The decision to use my rest frame to assign coordinates and do calculations is indeed a decision not a measurement, no argument there. But I also needed two coordinate-independent frame-independent physical events (light from his clock hit my eyes at the moment that the hands of my wristwatch pointed to zero; light from his clock hit my eyes at the moment that the hands of my wristwatch pointed to six) and these I think have to qualify as "observations" or "detections".

Hence my disagreement with your disagreement with DaleSpam; in science we're doing both detection/observation and calculation/interpretation.
 
  • #27
This thread has gone seriously off-topic and, my guess, beyond the comprehension of the OP. He/she asked a very simple question on the origin of time dilation, which is a common topic in intro physics. The responses (and the responders) should have confined the explanation to that level of sophistication and simplicity.

I will remind everyone again that, while you have noble intention to help, please pay attention to the level of understanding of the person you are trying to help. It isn't about you, it is about the person who is asking the question. Spend a bit of effort in finding out what he/she can understand, and go from there.

The OP may contact me if he/she still has followup questions to this and wishes to reopen this thread.

Zz.
 

FAQ: Can you explain how time is not constant?

What is the concept of time dilation?

Time dilation is the phenomenon of time passing at different rates for observers in different frames of reference. This is due to the fact that time is not a constant and can be affected by factors such as gravity and velocity.

How does gravity affect the passage of time?

According to Einstein's theory of relativity, gravity can cause time to slow down. This is because gravity bends the fabric of space-time, causing time to pass at a different rate for objects in different gravitational fields.

Can time be measured in the same way for everyone?

No, time cannot be measured in the same way for everyone because of the effects of both gravity and velocity on the passage of time.

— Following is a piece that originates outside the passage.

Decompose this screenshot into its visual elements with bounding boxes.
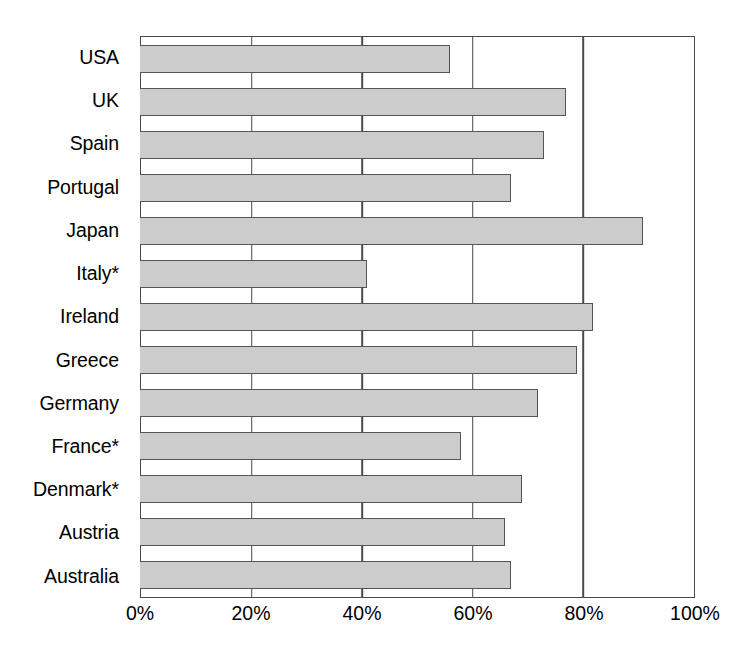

This means that two observers in different frames of reference will experience time differently.

How does the theory of relativity explain the concept of time being relative?

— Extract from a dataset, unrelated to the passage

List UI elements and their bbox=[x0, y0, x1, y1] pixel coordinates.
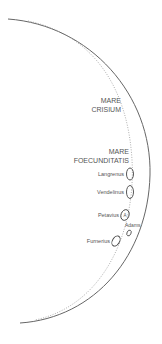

The theory of relativity explains that time is relative because it is affected by factors such as gravity and velocity. This means that time is not a constant and can vary depending on the frame of reference of the observer.

Is time travel possible?

While the concept of time travel is popular in science fiction, it is not currently possible according to our current understanding of physics. The theory of relativity does allow for the possibility of time travel, but it would require extraordinary amounts of energy and technology beyond our current capabilities.